Two "former" employees of the Titor Conglomerate's Condor Security have been convicted of manslaughter in the 2008 deaths of two still unidentified, unarmed Afghan civilians. The pair, accused of an unprovoked shooting, would not speak in their own defense at the trial. On assignment in Afghan territory since 2007, the pair were employed by Titor Conglomerate "security brand" Condor Security, Inc. Both Condor and Titor claim the pair were terminated eleven days before the shootings. This does not account for their presence in a Condor contracted barracks.

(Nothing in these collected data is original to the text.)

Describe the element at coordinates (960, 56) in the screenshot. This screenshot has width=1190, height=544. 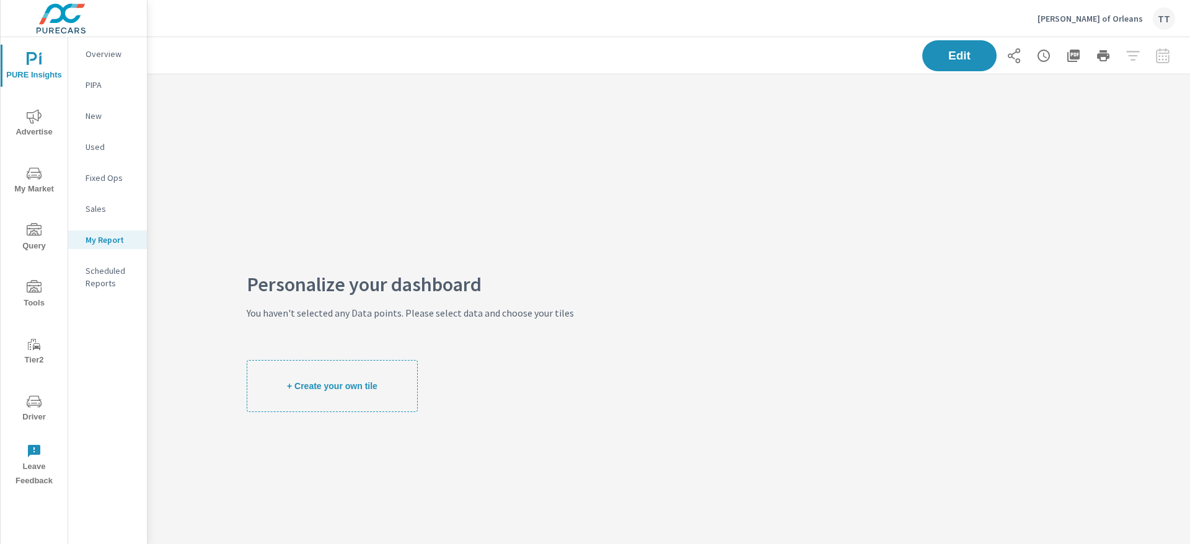
I see `span: Edit` at that location.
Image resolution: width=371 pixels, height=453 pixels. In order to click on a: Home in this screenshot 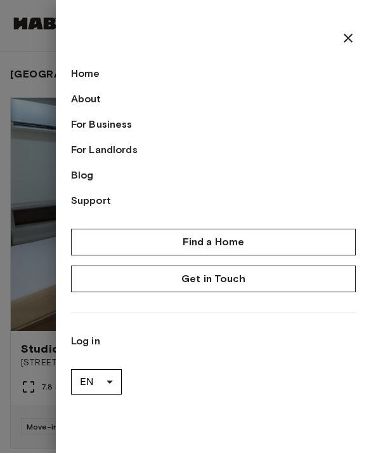, I will do `click(213, 74)`.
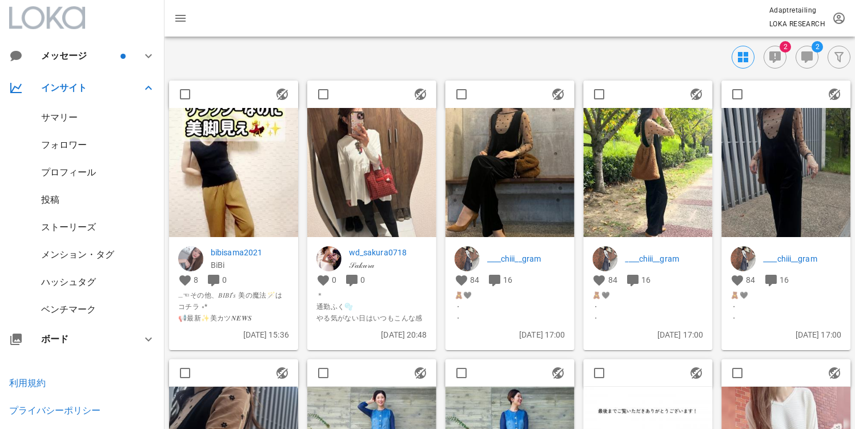 Image resolution: width=855 pixels, height=429 pixels. I want to click on span: 8, so click(196, 280).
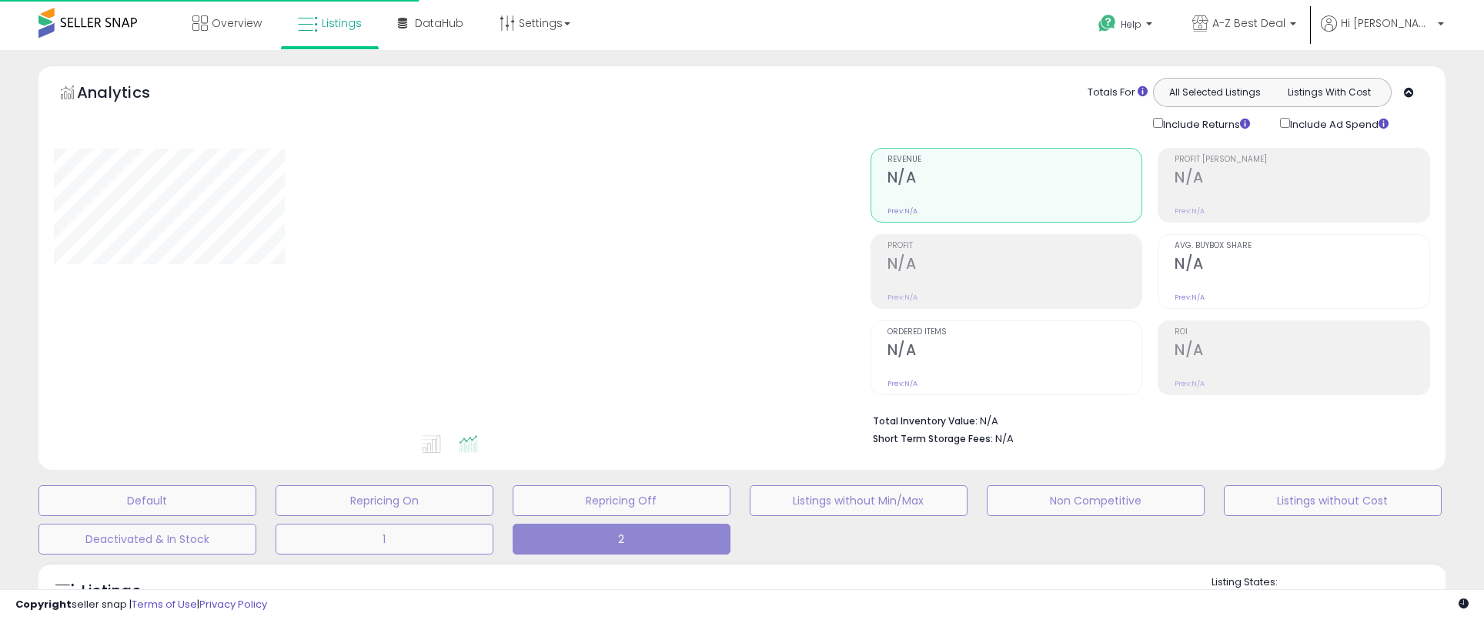  What do you see at coordinates (1146, 419) in the screenshot?
I see `li: N/A` at bounding box center [1146, 419].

This will earn them eight years in prison for each count. There is no recourse, obviously, for the dead Afghans. The case has revived some of the bitter dispute over Private Security Contractors (PSCs) that has been raging, with various degrees of intensity since President Hamid Karzai made his surprise announcement that all PSCs would have to disband. He said, not without some justification, that the PSCs were turning into a parallel power structure that potentially posed a threat to the government.
Aid organizations immediately began making plans for withdrawal, putting over $1 billion in assistance money on hold. Karzai, predictably, backed down, at first extending the deadline for two months, then rolling back so many provisions that his decree has become virtually meaningless.
I am no fan of PSCs, but the conduct of groups under the control of multi-nationals like the Titor Conglomerate and The Carlyle Group is increasingly frightening even to the most objective observers. PSCs also eat up a lot of money. U.S. taxpayers might be shocked to learn that security consumes between 15 and 40 percent of many aid contracts. Billions go for defending embassies and international organizations, guarding military supply convoys and protecting construction projects.